By the same sort, language ceases to be considered as an all-embracing monolithic structure, and a new concept of the "verbal repertoire" -understood as the total set of language resources at the disposal of a speech^omtriunity and shared to different degrees by any of its members- is fostered by Gumperz (1971), who gathers the ethnography of speaking and extends towards an ethnography of communication.

In this way, sociolinguistics, whose foundations are to be found in the linguistic study of bilingualism developed in the work of such researchers as a U. Weinreich (1953), E. Haugen and W.F. Mackey at the half of the century, turned out to have language diversityas its main topic of research. Now, language diversity was to be found not only in multiling;ual communities but also in the core of so-called monolingual cornmunities, as far^Htliese present their own diversity, i.e. what has been termed f1iiffierent variation" by Labov (1969). This conclusion obviously was a challenge to the umtarian-homogeneous notion of language, sustained by the mainstream thought of linguistics throughout the century.
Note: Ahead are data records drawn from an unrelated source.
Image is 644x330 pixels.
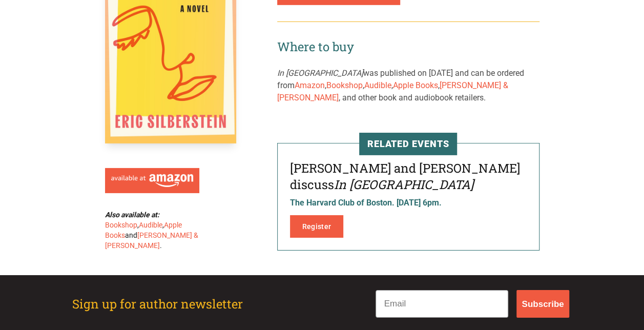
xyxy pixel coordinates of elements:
p: The Harvard Club of Boston. [DATE] 6pm. [290,197,526,209]
a: Amazon [294,81,325,90]
a: Apple Books [393,81,438,90]
div: , , and . [105,210,203,251]
a: Bookshop [105,221,137,229]
h2: Where to buy [277,38,539,55]
img: Available at Amazon [111,174,193,188]
em: In [GEOGRAPHIC_DATA] [334,176,473,193]
input: Email [375,290,509,318]
span: Related Events [359,133,457,156]
i: In [GEOGRAPHIC_DATA] [277,68,363,78]
a: Audible [364,81,391,90]
p: was published on [DATE] and can be ordered from , , , , , and other book and audiobook retailers. [277,67,539,104]
a: Audible [139,221,162,229]
h2: Sign up for author newsletter [72,296,243,312]
a: Bookshop [326,81,363,90]
a: Register [290,215,343,238]
a: Available at Amazon [105,164,199,194]
a: [PERSON_NAME] & [PERSON_NAME] [105,231,198,250]
b: Also available at: [105,211,159,219]
button: Subscribe [516,290,569,318]
h4: [PERSON_NAME] and [PERSON_NAME] discuss [290,160,526,193]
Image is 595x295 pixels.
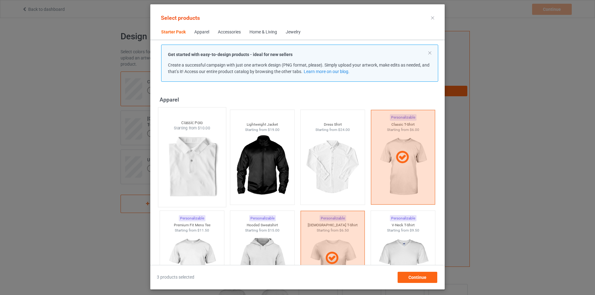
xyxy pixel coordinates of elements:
[230,122,295,127] div: Lightweight Jacket
[160,223,224,228] div: Premium Fit Mens Tee
[179,215,205,222] div: Personalizable
[168,63,430,74] span: Create a successful campaign with just one artwork design (PNG format, please). Simply upload you...
[371,223,435,228] div: V-Neck T-Shirt
[235,132,290,202] img: regular.jpg
[218,29,241,35] div: Accessories
[398,272,437,283] div: Continue
[304,69,350,74] a: Learn more on our blog.
[230,127,295,133] div: Starting from
[268,128,280,132] span: $19.00
[160,228,224,233] div: Starting from
[286,29,301,35] div: Jewelry
[197,228,209,233] span: $11.50
[161,15,200,21] span: Select products
[409,275,426,280] span: Continue
[250,29,277,35] div: Home & Living
[301,122,365,127] div: Dress Shirt
[157,275,194,281] span: 3 products selected
[371,228,435,233] div: Starting from
[198,126,210,131] span: $10.00
[158,126,226,131] div: Starting from
[390,215,417,222] div: Personalizable
[168,52,293,57] strong: Get started with easy-to-design products - ideal for new sellers
[410,228,419,233] span: $9.50
[301,127,365,133] div: Starting from
[158,120,226,126] div: Classic Polo
[163,131,221,204] img: regular.jpg
[194,29,209,35] div: Apparel
[230,228,295,233] div: Starting from
[230,223,295,228] div: Hooded Sweatshirt
[160,96,438,103] div: Apparel
[338,128,350,132] span: $24.00
[249,215,276,222] div: Personalizable
[305,132,360,202] img: regular.jpg
[268,228,280,233] span: $15.00
[157,25,190,40] span: Starter Pack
Finally -may be also innecessarily to add-, all trends in sociolinguistics share the idea that language use, and so speaking too, is a patterned activity that may be described through rules or norms, albeit of a different type than those usually employed in Uri^istic I will distinguish sociolinguistic rales -describing the existence of socio-symbolic alternative variants of a sociolinguistic variable, ex. g. French personal pronoun forms for 2nd person sg. tulvous ("you"), or English proper names and hypochoristic James/Jim , from communicative norms, describing the social and interpersonal conditions to be held for one or the other of these forms to be used appropriately, although in a sense both types of rules were collapsed into one with Labpy's not on of a "variable rule". Further, communicative norms include also those governing verbal interaction,or those stating when it is appropriate to speak or remain silent in a given context.

Full Paper

Bibliographic reference.  Argente, Joan A. (1991): "From speech to speaking styles", In PPoSpSt-1991, paper 001.